Canada’s OpenText plans to create a ‘European Data Zone’ made up of its EU data centres that promises to keep European customer data within Europe.
With the Safe Harbour 2.0 ruling still ongoing, and data sovereignty a hot topic for European customers, OpenText is hoping the move will secure future business in Europe for its enterprise information management users using the firm’s cloud services.
OpenText’s existing European data centres in the Netherlands, UK, and Germany will form the European data zone, not letting slip any data to travel across the Atlantic.
OpenText’s cloud VP Gary Weiss said that he understands compliance with European data privacy requirements is “paramount” to OpenText’s customers.
OpenText’s data centres are located in the cities of Amstelveen, Woking, and Frankfurt, and will make up the data-buffer with complete IT operations, disaster recovery, and managed cloud services support from within the European economic area. The service will not cost European customers any extra.
Each OpenText Cloud data centre will run in its respective region and together they will form the dedicated European Data Zone, which OpenText said will be up and running by the end of March this year.
“This announcement guarantees that only European resources will manage the European data centres, thus guaranteeing that data will be sovereign to the European Economic Area for our Enterprise customers,” an OpenText spokesperson told TechWeekEurope.
“Our aim with the European Data Zone is that customers in Europe will look at the OpenText Cloud as a deployment preference for their EIM (Enterprise Information Management) applications, knowing we take issues concerning data privacy and compliance as seriously as our customers do.”
EU officials will meet with their US counterparts in February to agree new Safe Harbour data transfer deal.
Dubbed Safe Harbour 2.0, the new agreement comes after the European Union Court of Justice (CJEU) ruled last October that the Safe Harbour data-sharing agreement between the United States and Europe that had been in existence for 15 years was invalid.
The European officials will seek to thrash out the final details of the new data sharing deal with the United States.
The ruling is becoming increasingly important for cloud customers in Europe. One of OpenText’s customers, ENGIE Exploration, said that it is “constantly aware” of the need to protect its data, especially when moving to the cloud.

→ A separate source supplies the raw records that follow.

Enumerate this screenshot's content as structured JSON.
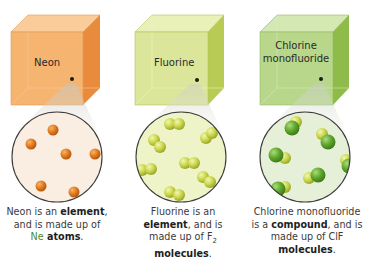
{
  "panels": [
    {
      "name": "Neon",
      "label_lines": [
        "Neon"
      ],
      "cube_colors": {
        "front": "#f5b36e",
        "top": "#f9cd9a",
        "side": "#e8893a",
        "edge": "#d9833a"
      },
      "circle_bg": "#faeee2",
      "particle": {
        "type": "atom",
        "color": "#e07a1f",
        "highlight": "#f6a75a"
      },
      "caption": {
        "line1_pre": "Neon is an ",
        "line1_bold": "element",
        "line1_post": ",",
        "line2": "and is made up of",
        "line3_sym": "Ne",
        "line3_bold": " atoms",
        "line3_post": "."
      }
    },
    {
      "name": "Fluorine",
      "label_lines": [
        "Fluorine"
      ],
      "cube_colors": {
        "front": "#dde79a",
        "top": "#e9f0b8",
        "side": "#b9cc55",
        "edge": "#a9bb50"
      },
      "circle_bg": "#eef3c8",
      "particle": {
        "type": "diatomic-F2",
        "color": "#c9d54a",
        "highlight": "#e7ef8c"
      },
      "caption": {
        "line1": "Fluorine is an",
        "line2_bold": "element",
        "line2_post": ", and is",
        "line3_pre": "made up of F",
        "line3_sub": "2",
        "line4_bold": "molecules",
        "line4_post": "."
      }
    },
    {
      "name": "Chlorine monofluoride",
      "label_lines": [
        "Chlorine",
        "monofluoride"
      ],
      "cube_colors": {
        "front": "#b9d88a",
        "top": "#d4e8b4",
        "side": "#8fbb4a",
        "edge": "#88b050"
      },
      "circle_bg": "#e6efd8",
      "particle": {
        "type": "diatomic-ClF",
        "color_cl": "#5fa52e",
        "color_f": "#d4dc50"
      },
      "caption": {
        "line1": "Chlorine monofluoride",
        "line2_pre": "is a ",
        "line2_bold": "compound",
        "line2_post": ", and is",
        "line3": "made up of ClF",
        "line4_bold": "molecules",
        "line4_post": "."
      }
    }
  ]
}
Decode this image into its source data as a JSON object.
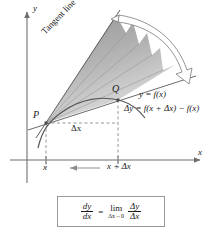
{
  "figure": {
    "axes": {
      "y_label": "y",
      "x_label": "x"
    },
    "points": {
      "p_label": "P",
      "q_label": "Q"
    },
    "annotations": {
      "tangent_line": "Tangent line",
      "curve_label": "y = f(x)",
      "delta_y": "Δy = f(x + Δx) − f(x)",
      "delta_x": "Δx"
    },
    "ticks": {
      "x_tick": "x",
      "x_plus_dx_tick": "x + Δx"
    },
    "formula": {
      "lhs_num": "dy",
      "lhs_den": "dx",
      "equals": "=",
      "limit_word": "lim",
      "limit_sub": "Δx→0",
      "rhs_num": "Δy",
      "rhs_den": "Δx"
    },
    "colors": {
      "axis": "#6e6e6e",
      "curve": "#5b5b5b",
      "secant": "#6b6b6b",
      "dashed": "#8a8a8a",
      "fan_dark": "#9a9a9a",
      "fan_light": "#d8d8d8",
      "arrow_outline": "#7a7a7a",
      "text": "#1a1a1a",
      "box_border": "#9a9a9a",
      "background": "#ffffff"
    }
  }
}
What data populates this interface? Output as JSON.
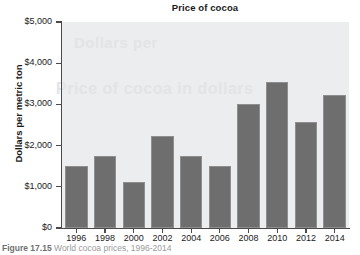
{
  "chart_data": {
    "type": "bar",
    "title": "Price of cocoa",
    "xlabel": "",
    "ylabel": "Dollars per metric ton",
    "categories": [
      "1996",
      "1998",
      "2000",
      "2002",
      "2004",
      "2006",
      "2008",
      "2010",
      "2012",
      "2014"
    ],
    "values": [
      1500,
      1750,
      1120,
      2230,
      1750,
      1500,
      3000,
      3550,
      2570,
      3220
    ],
    "ylim": [
      0,
      5000
    ],
    "ytick_values": [
      0,
      1000,
      2000,
      3000,
      4000,
      5000
    ],
    "ytick_labels": [
      "$0",
      "$1,000",
      "$2,000",
      "$3,000",
      "$4,000",
      "$5,000"
    ],
    "grid": false,
    "legend": "none",
    "bar_color": "#6e6e6e",
    "bar_edge_color": "#8e8e8e",
    "plot_background": "#ecedee",
    "axis_color": "#4a4a4a",
    "text_color": "#1a1a1a"
  },
  "watermark": {
    "line1": "Dollars per",
    "line2": "Price of cocoa in dollars"
  },
  "caption": {
    "label": "Figure",
    "number": "17.15",
    "text": "World cocoa prices, 1996-2014"
  }
}
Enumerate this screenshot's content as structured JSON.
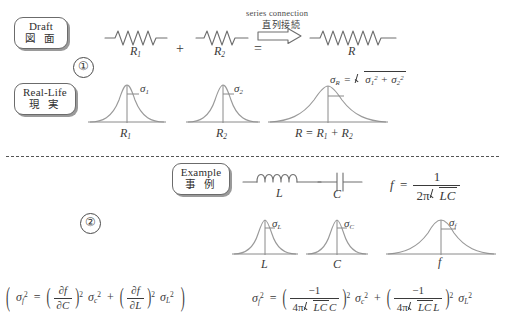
{
  "figure": {
    "title_absent": true,
    "sections": [
      {
        "number": "①",
        "rows": [
          {
            "label_en": "Draft",
            "label_jp": "図 面",
            "items": [
              "R₁",
              "+",
              "R₂",
              "=",
              "R"
            ],
            "annotation_en": "series connection",
            "annotation_jp": "直列接続"
          },
          {
            "label_en": "Real-Life",
            "label_jp": "現 実",
            "dist_labels": [
              "R₁",
              "R₂",
              "R = R₁ + R₂"
            ],
            "sigma_labels": [
              "σ₁",
              "σ₂",
              "σR"
            ],
            "result_formula": "σR = √(σ₁² + σ₂²)"
          }
        ]
      },
      {
        "number": "②",
        "label_en": "Example",
        "label_jp": "事 例",
        "components": [
          "L",
          "C"
        ],
        "frequency_formula": "f = 1 / (2π√(LC))",
        "dist_labels": [
          "L",
          "C",
          "f"
        ],
        "sigma_labels": [
          "σʟ",
          "σᴄ",
          "σꜰ"
        ],
        "formula_left": "σᶠ² = (∂f/∂C)² σᴄ² + (∂f/∂L)² σʟ²",
        "formula_right": "σᶠ² = (−1/(4π√(LC)C))² σᴄ² + (−1/(4π√(LC)L))² σʟ²"
      }
    ]
  },
  "labels": {
    "draft_en": "Draft",
    "draft_jp": "図 面",
    "reallife_en": "Real-Life",
    "reallife_jp": "現 実",
    "example_en": "Example",
    "example_jp": "事 例"
  },
  "annotations": {
    "series_en": "series connection",
    "series_jp": "直列接続"
  },
  "numbers": {
    "one": "①",
    "two": "②"
  },
  "section1": {
    "resistor1": "R",
    "resistor1_sub": "1",
    "plus": "+",
    "resistor2": "R",
    "resistor2_sub": "2",
    "equals": "=",
    "resistor_total": "R",
    "sigma1_name": "σ",
    "sigma1_sub": "1",
    "sigma2_name": "σ",
    "sigma2_sub": "2",
    "sigmaR_name": "σ",
    "sigmaR_sub": "R",
    "sigma_eq": "=",
    "sigma_sq1": "σ",
    "sigma_sq1_sub": "1",
    "sigma_sq1_sup": "2",
    "sigma_plus": "+",
    "sigma_sq2": "σ",
    "sigma_sq2_sub": "2",
    "sigma_sq2_sup": "2",
    "axis1_label": "R",
    "axis1_sub": "1",
    "axis2_label": "R",
    "axis2_sub": "2",
    "axis3_label": "R = R",
    "axis3_sub1": "1",
    "axis3_mid": " + R",
    "axis3_sub2": "2"
  },
  "section2": {
    "inductor_label": "L",
    "capacitor_label": "C",
    "freq_lhs": "f",
    "freq_eq": "=",
    "freq_num": "1",
    "freq_den_coef": "2π",
    "freq_den_rad": "LC",
    "sigmaL_name": "σ",
    "sigmaL_sub": "L",
    "sigmaC_name": "σ",
    "sigmaC_sub": "C",
    "sigmaf_name": "σ",
    "sigmaf_sub": "f",
    "axisL": "L",
    "axisC": "C",
    "axisf": "f"
  },
  "formula_left": {
    "lhs_sigma": "σ",
    "lhs_sub": "f",
    "lhs_sup": "2",
    "eq": "=",
    "d1_num": "∂f",
    "d1_den": "∂C",
    "p1_sup": "2",
    "s1_sigma": "σ",
    "s1_sub": "c",
    "s1_sup": "2",
    "plus": "+",
    "d2_num": "∂f",
    "d2_den": "∂L",
    "p2_sup": "2",
    "s2_sigma": "σ",
    "s2_sub": "L",
    "s2_sup": "2",
    "open": "(",
    "close": ")"
  },
  "formula_right": {
    "lhs_sigma": "σ",
    "lhs_sub": "f",
    "lhs_sup": "2",
    "eq": "=",
    "t1_num": "−1",
    "t1_den_coef": "4π",
    "t1_den_rad": "LC",
    "t1_den_tail": "C",
    "t1_sup": "2",
    "t1_sigma": "σ",
    "t1_sigma_sub": "c",
    "t1_sigma_sup": "2",
    "plus": "+",
    "t2_num": "−1",
    "t2_den_coef": "4π",
    "t2_den_rad": "LC",
    "t2_den_tail": "L",
    "t2_sup": "2",
    "t2_sigma": "σ",
    "t2_sigma_sub": "L",
    "t2_sigma_sup": "2"
  },
  "colors": {
    "ink": "#3a3a3a",
    "line": "#6e6e6e",
    "curve": "#9a9a9a",
    "background": "#ffffff"
  }
}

“As we moved to the cloud, that concern was even more top of mind,” said Hélène Verbockhaven, CIO at ENGIE Exploration & Production International.
“In particular, with new regulations, we need a partner that is up-to-date on new requirements such as data sovereignty. OpenText helps ensure that our information is compliant with the latest regulations.”
The EU and the US have been negotiating this for the past two years, after European privacy concerns mounted when the scale of the NSA spying activities were revealed by Edward Snowden.
The meeting next month will seek to find a common position on which legal channels companies can use to transfer data across the Atlantic, Reuters reported. European data regulators have previously confirmed that those transfers can no longer legally be carried out under the current Safe Harbour rules.